Data-driven probabilistic structural health monitoring via stochastic functional time series models

Students

Motivations and Objectives

Novel sensing technologies enable aerial vehicles to continuously gather information related to their operating and structural states. Incipient damage can be detected, localized and quantified with proper implementation of onboard sensor networks and SHM algorithms. 

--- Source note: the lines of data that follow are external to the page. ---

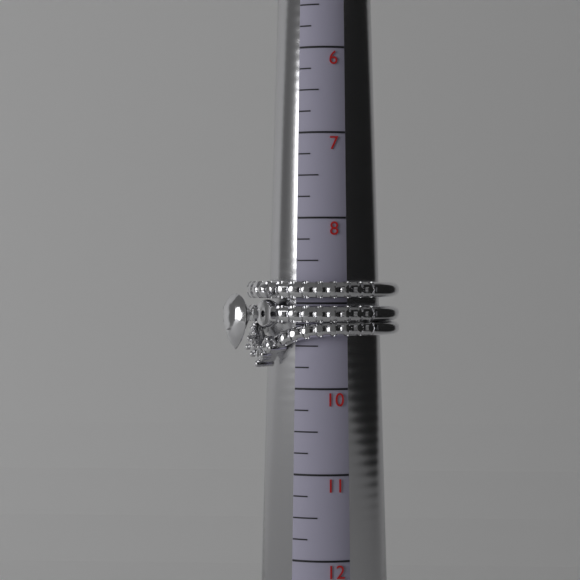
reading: 9.75 (no unit)
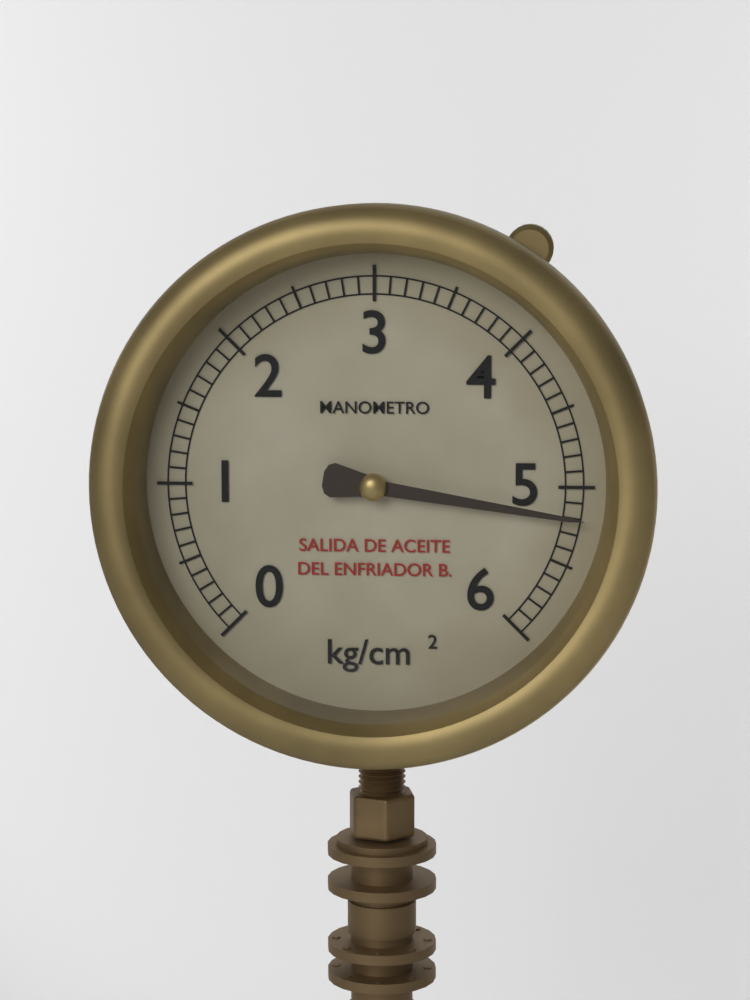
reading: 5.2 kg/cm²
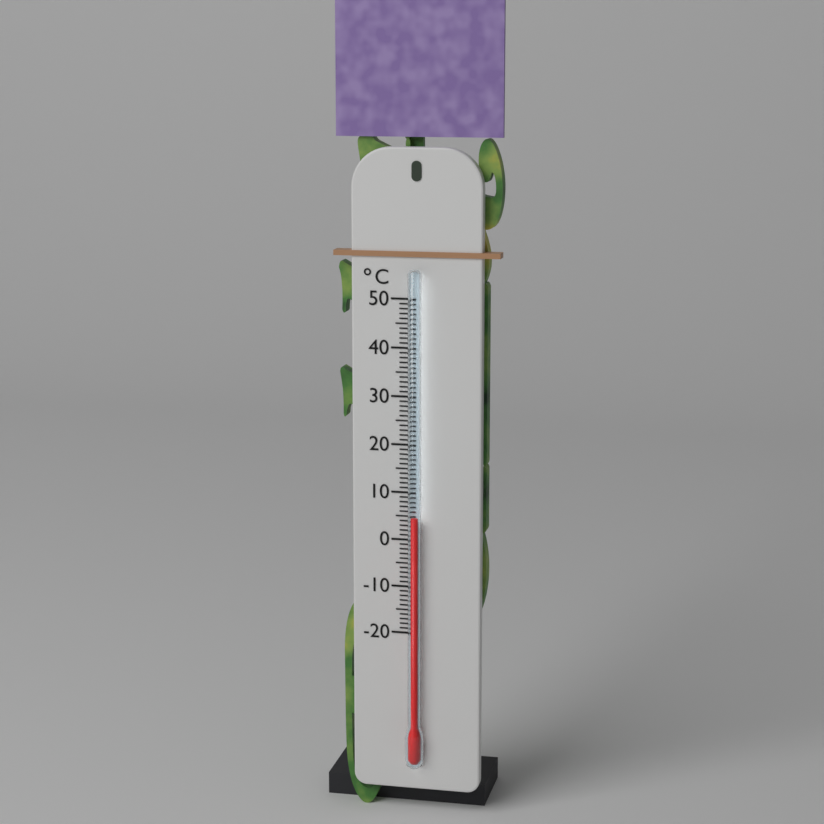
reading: 5 °C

On the other side, dynamic aeroelastic effects resulting from the interaction of the aerodynamic, elastic, and inertial forces require careful consideration throughout the design phase of the aircraft and pose a major safety-critical factor in the qualification of aircraft into service. Efforts towards developing system and model identification techniques for data-driven aeroelastic modeling, damage assessment and online parameter estimation have been previously made and tested. However, the treatment of constantly varying operating and structural states remains a significant challenge that needs to be addressed.

Method of Approach

  1. A range of high-fidelity finite element (FE) models has been developed, which contain an array of damage modes at predefined locations. The laminate configuration is parameterized via its structural properties, including laminate stacking sequence, ply orientation, ply thickness and corresponding material properties for each ply. The pre-defined damages are parameterized by their damage modes, locations and sizes. Each one of three damage modes is modeled by different patterns of mesh discontinuity and stiffness reduction. Also, a Bayesian model updating technique is applied to calibrate this numerical model with limited amount of experimental data. This process will create a pool of damage inputs-structure output data sets on a range of laminate configurations.
  2. The uncertainty modeling and quantification of the manufacturing variabilities and service-induced defects will be based on the proposed mesoscale and continuum (FE) models and implemented via Bayesian inversion accounting for potential statistical dependencies of material elasticity tensors along with a metamodeling technique utilizing stochastic spectral embedding (SSE). Prior information about the model parameters will be extracted based on preliminary experiments and prior expert knowledge (the research team has access to relevant experimental data that will be employed at the initial stage of the project).
  3. Leveraging system identification techniques, we are developing a data-driven stochastic time series modeling approach for the effective representation of wave/vibration dynamics under progressing damage conditions, environmental/operational conditions and laminate configuration. And develop a unified probabilistic SHM diagnostics framework for composite structures that makes optimal use of distributed and potentially noise-corrupted, ultrasound/vibrational signals and can: (i) detect fatigue damage precursors, (ii) identify the damage mode and (iii) follow damage evolution via integrated probabilistic localization and quantification (extraction of decision confidence intervals).
  4. For the experimental validation and assessment, a series of laboratory experiments are being performed on a protorype composite wing under various structural health states.

Current Work

  1. Modeling composite wing structure in with multi-fidelity FEM methods.
  2. Spectral analysis and parametric model identification for global damage identification on a composite wing structure.
  3. Leveraging Cramer-Rao lower bound in order to assess the accuracy, robustness and overall effectiveness of the damage state estimation methodology.

 

 

Sensor location and wing geometry
The composite wing structure along with the sensor and damage locations 

 

Damage diagnosis results
Indicative damage estimation results compared between sensors 1, 7, 10, and 11 for four damage cases. The real damage state is denoted by red "o" whereas state estimation by different sensors is denoted by "+". The obtained 99% confidence intervals for each case are shown as ellipsoids.
peiy_3
peiy_4
Indicative CRLB damage location estimation results based on data from sensor 1. Blue dotted lines present the obtained CRLB versus increasing estmation data length. The green vertical bars and magenta ellipsoids present the 99% confidence intervals based on a test data set. The magenta horizontal lines correspond to the CRLB of estimated damage location..
peiy_5
Indicative CRLB damage location estimation results based on data from sensor 1. Blue dotted lines present the obtained CRLB versus increasing estmation data length. The green vertical bars and magenta ellipsoids present the 99% confidence intervals based on a test data set. The magenta horizontal lines correspond to the CRLB of estimated damage location. The CRLB ellipses at the 99% confidence interval are presented for increasing estimation data length, i.e., from 500 samples (blue) to 10,000 samples (red). The color gradient corresponds to incrasing data length.